Yesterday software design giant Adobe announced a $20bn deal to buy Figma, its browser-based rival that was only founded in 2012.The idea for Figma came to a 19-year-old Dylan Field, who had dropped out of Brown University after accepting a $100k grant from technologist Peter Thiel. The grant was one of 20 designed to encourage young over-achievers to leave college and pursue ambitious work outside of traditional higher education. Field grasped the chance and decided, with his co-founder Evan Wallace, to take on the world of digital design. That decision worked out.
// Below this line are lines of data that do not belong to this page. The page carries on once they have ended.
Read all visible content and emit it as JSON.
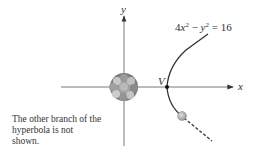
{
  "diagram": {
    "axes": {
      "x_label": "x",
      "y_label": "y"
    },
    "equation": {
      "coef": "4",
      "var1": "x",
      "exp1": "2",
      "op": " − ",
      "var2": "y",
      "exp2": "2",
      "rhs": " = 16"
    },
    "vertex_label": "V",
    "note": "The other branch of the hyperbola is not shown.",
    "colors": {
      "axis": "#555555",
      "curve": "#333333",
      "nucleus": "#8a8a8a",
      "particle": "#b0b0b0"
    }
  }
}
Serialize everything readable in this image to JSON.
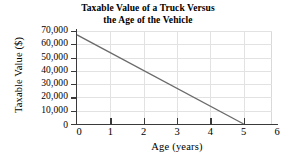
{
  "chart_data": {
    "type": "line",
    "title": "Taxable Value of a Truck Versus the Age of the Vehicle",
    "title_lines": [
      "Taxable Value of a Truck Versus",
      "the Age of the Vehicle"
    ],
    "xlabel": "Age (years)",
    "ylabel": "Taxable Value ($)",
    "xlim": [
      0,
      6
    ],
    "ylim": [
      0,
      70000
    ],
    "xticks": [
      0,
      1,
      2,
      3,
      4,
      5,
      6
    ],
    "xtick_labels": [
      "0",
      "1",
      "2",
      "3",
      "4",
      "5",
      "6"
    ],
    "yticks": [
      0,
      10000,
      20000,
      30000,
      40000,
      50000,
      60000,
      70000
    ],
    "ytick_labels": [
      "0",
      "10,000",
      "20,000",
      "30,000",
      "40,000",
      "50,000",
      "60,000",
      "70,000"
    ],
    "grid": true,
    "legend": null,
    "series": [
      {
        "name": "Taxable Value",
        "x": [
          0,
          5
        ],
        "values": [
          67000,
          0
        ],
        "color": "#6a6a6a",
        "linewidth": 1.4
      }
    ],
    "annotations": []
  },
  "style": {
    "axis_color": "#3a3a3a",
    "grid_color": "#e2e2e2",
    "frame_color": "#d9d9d9",
    "background": "#ffffff",
    "text_color": "#000000"
  }
}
With a relentless focus on making design software that was more collaborative and lightweight, Figma, and competitors like Canva, have been snapping at the heels of Adobe's tools like Photoshop and Illustrator for the last decade. But, as stiff as that competition has been, it hasn't stopped Adobe from having a remarkable decade of its own. Around the time Figma was getting started, Adobe was realizing that recurring subscriptions of its creative design software, rather than one-off sales, might be a better long-term business model. The result? A subscription business that last year was 21x the size it was in 2012.

Airbrush the details

Adobe will be looking to add to its roster of design subscription products, which is why acquiring a red-hot competitor like Figma makes a lot of sense on paper. But, Adobe has seriously splashed out to get the deal done. Figma is expected to pass $400m in annual recurring revenue this year, meaning Adobe has coughed up roughly 50x Figma's annual sales. That's an extraordinary price that didn't go down well with investors when paired with an underwhelming quarterly report. Adobe's shares are down 20% since Wednesday, wiping some $30bn+ from the company's value.